┌─ Provided data

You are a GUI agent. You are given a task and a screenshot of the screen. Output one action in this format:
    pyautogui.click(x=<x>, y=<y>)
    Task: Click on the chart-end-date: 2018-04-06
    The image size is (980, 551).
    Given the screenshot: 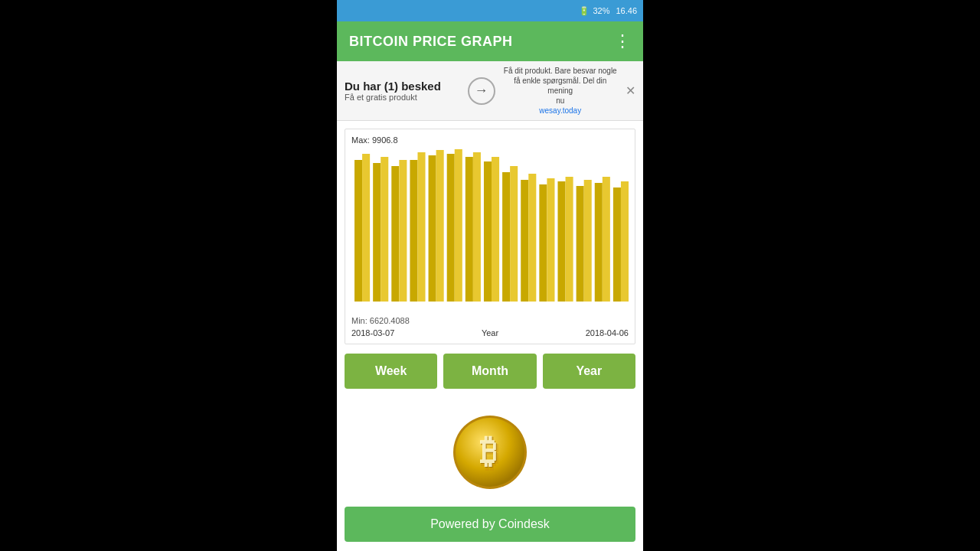 What is the action you would take?
    pyautogui.click(x=607, y=333)
    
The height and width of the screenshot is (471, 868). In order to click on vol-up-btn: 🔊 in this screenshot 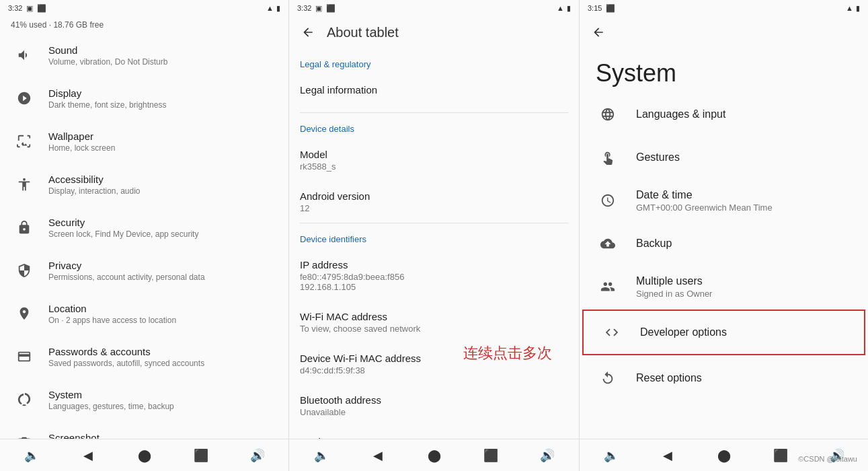, I will do `click(258, 456)`.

└─

*Task objective*
The answer must hold exactly the lines of the entries above, from the first line through the line that contains "The image size is (980, 551).", and no others.

*Reply to the task*
You are a GUI agent. You are given a task and a screenshot of the screen. Output one action in this format:
    pyautogui.click(x=<x>, y=<y>)
    Task: Click on the chart-end-date: 2018-04-06
    The image size is (980, 551).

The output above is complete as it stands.